Here's what happens in an online shooter. You boot up the game and join a match. Shoot 12 enemy soldiers in the head. Die 15 times, despite your best effort. Check out the stats in the post-match debriefing. See that your team edged out the opposing team in kills anyway. Send a "GG" or engage in trash talk, depending. Close the game.

But here's what doesn't happen: Feeling satisfied that you've spent half an hour securing a crucial planetary installation that supports a distant friend who pilots a fearsome battle cruiser, a pilot who then happily escorts you and your fellow mercenaries to the next planet in your expanding empire in need of grunt labor. Coordinating that in-game, or perhaps over email or Skype -- however you keep in touch with allies. Needing to, because the band of thugs that tried to infiltrate your planet now carries a vendetta against your entire corporation, in all likelihood.

The typical shooter, instead, ends at the kill/death ratio. Maybe you're part of a clan with some abstract rep to uphold; maybe you've earned some character upgrades that you can deploy next time to kill better and faster. But your effective relationship with the game, and with the people you were shooting at and shooting with, ends with the individual match. Your real life continues in the real world.


But the universe of EVE Online persists without your input, and so will the planets and infrastructure of the first-person shooter Dust 514, which are the same planets and installations in the same universe as CCP's infamous and acclaimed massively multiplayer online role-playing game. Dust 514, a PlayStation 3 exclusive due next summer, is an attempt to open the universe of New Eden to a new community of gamers who are either too busy or too uninterested to untangle the intricacies of the spacefaring MMO on PC or Mac. It allows PS3 owners to collaborate, or fight, with EVE players as mercenaries who can journey to, enter, and ultimately gain sovereignty over the planets that currently house no conflict between player corporations. As we know, EVE Online's best stories are precisely about political conflict, from protracted factional battles to long-term corporate espionage to outright betrayal, with dramatic and immediate effects on the game's free market. If CCP's most radical EVE expansion to date can attract a loyal player base, then it will rewrite expectations of first-person shooters.

"What am I fighting for? Am I fighting to level up, to unlock cool stuff? To climb a leaderboard? All of these things are fun," says Tom Farrer, a producer at CCP. "As developers, we wanted to make something -- but also as players, we wanted to play something -- where the success and enjoyment you're having are about more than these abstract reward mechanics."

Farrer balks at my suggestion that the standard online deathmatch or Capture the Flag game is meaningless in the bigger picture, that half an hour or three hours of mutual running and strafing in circles -- and I've done my share, from Doom II to Left 4 Dead -- might ultimately leave you feeling less than you put in. This activity is a tradition that Dust 514 pointedly builds upon and expands. It's already clear that it operates on levels beyond the immediacy of reflexes and ground superiority.


Farrer describes a process of starting small and naturally expanding outward, both in the game's universe and in reality. Dust 514 players begin in high-security space, or Highsec, areas of New Eden policed by a non-player corporation that punishes aggressive player-versus-player acts such as piracy. Here, players can learn the ropes, begin to train skills, and gain new equipment by participating in ongoing battles waged among these corporations. If they want to stay in Highsec and play Dust 514 like a far-future Battlefield, they may. But Highsec is a networking event in more ways than one; players may grow ambitious and begin to wonder about the spaces beyond the computer-generated warfare. They begin to talk to the mercenaries they're playing alongside, and get organized, forming a corporation to pool resources in order to hire a war barge that will take them into low-security space -- and to a planet ripe for the taking.

"You've got to fight; you've got to generate ISK," Farrer says, referring to the in-game currency. "And you've got to build [planetary structures that provide defensive and economic benefits], and you do it with your friends and now you're invested in this thing. If somebody comes along and tries to take it, it matters. If you succeed in fighting them off, you're going to feel extremely satisfied. It's about creating a genuine feeling, a feeling that transcends the fun of shooting that next guy in the face and getting a point."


> _Action item_:
Filter these entries so that only lines with the word "distance" remain.

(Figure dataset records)
*** Begin section ***

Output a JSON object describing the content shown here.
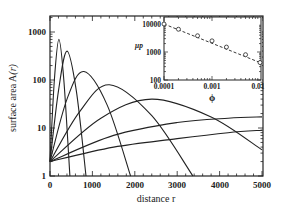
{
  "chart_data": [
    {
      "type": "line",
      "title": "",
      "xlabel": "distance r",
      "ylabel": "surface area A(r)",
      "xscale": "linear",
      "yscale": "log",
      "xlim": [
        0,
        5000
      ],
      "ylim": [
        1,
        2000
      ],
      "x_ticks": [
        "0",
        "1000",
        "2000",
        "3000",
        "4000",
        "5000"
      ],
      "y_ticks": [
        "1",
        "10",
        "100",
        "1000"
      ],
      "grid": false,
      "series": [
        {
          "name": "curve 1",
          "x": [
            0,
            100,
            210,
            330,
            470
          ],
          "y": [
            2,
            90,
            700,
            90,
            1
          ]
        },
        {
          "name": "curve 2",
          "x": [
            0,
            200,
            400,
            620,
            850
          ],
          "y": [
            2,
            60,
            400,
            60,
            1
          ]
        },
        {
          "name": "curve 3",
          "x": [
            0,
            400,
            800,
            1350,
            1900
          ],
          "y": [
            2,
            40,
            150,
            30,
            1
          ]
        },
        {
          "name": "curve 4",
          "x": [
            0,
            700,
            1400,
            2400,
            3370
          ],
          "y": [
            2,
            22,
            80,
            18,
            1
          ]
        },
        {
          "name": "curve 5",
          "x": [
            0,
            1200,
            2400,
            3800,
            5000
          ],
          "y": [
            2,
            16,
            40,
            17,
            3.5
          ]
        },
        {
          "name": "curve 6",
          "x": [
            0,
            1500,
            3000,
            4200,
            5000
          ],
          "y": [
            2,
            7,
            13,
            16,
            17
          ]
        },
        {
          "name": "curve 7",
          "x": [
            0,
            1500,
            3000,
            4200,
            5000
          ],
          "y": [
            2,
            4,
            6,
            8,
            9
          ]
        }
      ],
      "inset": {
        "type": "scatter",
        "xlabel": "ϕ",
        "ylabel": "μ_p",
        "xscale": "log",
        "yscale": "log",
        "xlim": [
          0.0001,
          0.01
        ],
        "ylim": [
          100,
          10000
        ],
        "x_ticks": [
          "0.0001",
          "0.001",
          "0.01"
        ],
        "y_ticks": [
          "100",
          "1000",
          "10000"
        ],
        "marker": "open circle",
        "fit_line": "dashed",
        "points": [
          {
            "x": 0.0001,
            "y": 10000
          },
          {
            "x": 0.0002,
            "y": 6500
          },
          {
            "x": 0.0005,
            "y": 3800
          },
          {
            "x": 0.001,
            "y": 2500
          },
          {
            "x": 0.002,
            "y": 1500
          },
          {
            "x": 0.005,
            "y": 800
          },
          {
            "x": 0.01,
            "y": 420
          }
        ]
      }
    }
  ],
  "labels": {
    "xlabel": "distance r",
    "ylabel_main": "surface area A",
    "ylabel_arg": "(r)",
    "x_ticks": [
      "0",
      "1000",
      "2000",
      "3000",
      "4000",
      "5000"
    ],
    "y_ticks": [
      "1",
      "10",
      "100",
      "1000"
    ],
    "inset_xlabel": "ϕ",
    "inset_ylabel": "μp",
    "inset_x_ticks": [
      "0.0001",
      "0.001",
      "0.01"
    ],
    "inset_y_ticks": [
      "100",
      "1000",
      "10000"
    ]
  }
}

*** End section ***

> _Answer for this exercise_:
      "xlabel": "distance r",
    "xlabel": "distance r",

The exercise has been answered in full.